Many different explanations, mainly economic and cultural, have been offered for the increasing disillusionment with politics that has driven the resurgence of right nationalisms in the UK and other democracies across the globe. There is much talk in political discourse of listening as a remedy. What would it mean to take seriously the idea that widespread distrust in political systems emerges out of a general crisis in listening manifested in multiple aspects of our lives? In this study session, we look at re-engaging people and democratising power over their lives outside of electoral politics through a renewed investment in listening.

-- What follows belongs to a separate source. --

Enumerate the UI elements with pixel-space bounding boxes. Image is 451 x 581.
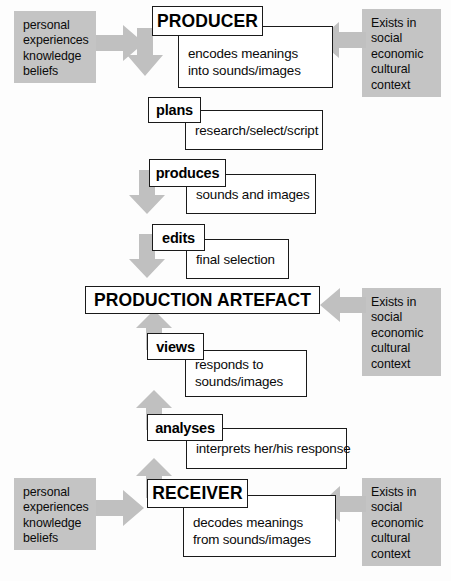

Through an introductory talk and discussion exploring examples from Waltham-Smith’s fieldwork and the work of artist-activists such as Sharon Hayes, Mendi and Keith Obadike, and Ultra-red, this study session investigates what paradigms we have for building local, community-based practices of listening and how they put pressure on the meaning of a political buzzword of our times.

Join one session or all. Booking is required as places are limited.

Naomi Waltham-Smith is Associate Professor in the Centre for Interdisciplinary Methodologies at the University of Warwick. At the intersection of sound studies and European philosophy, her research investigates the politics of listening. She is the author of Music and Belonging Between Revolution and Restoration (Oxford University Press, 2017) and her second book, The Sound of Biopolitics, is forthcoming with Fordham University Press. She is currently writing a book on the role of listening in contemporary crises of representative democracy and in 2019–20 she is also a fellow at the Akademie Schloss Solitude.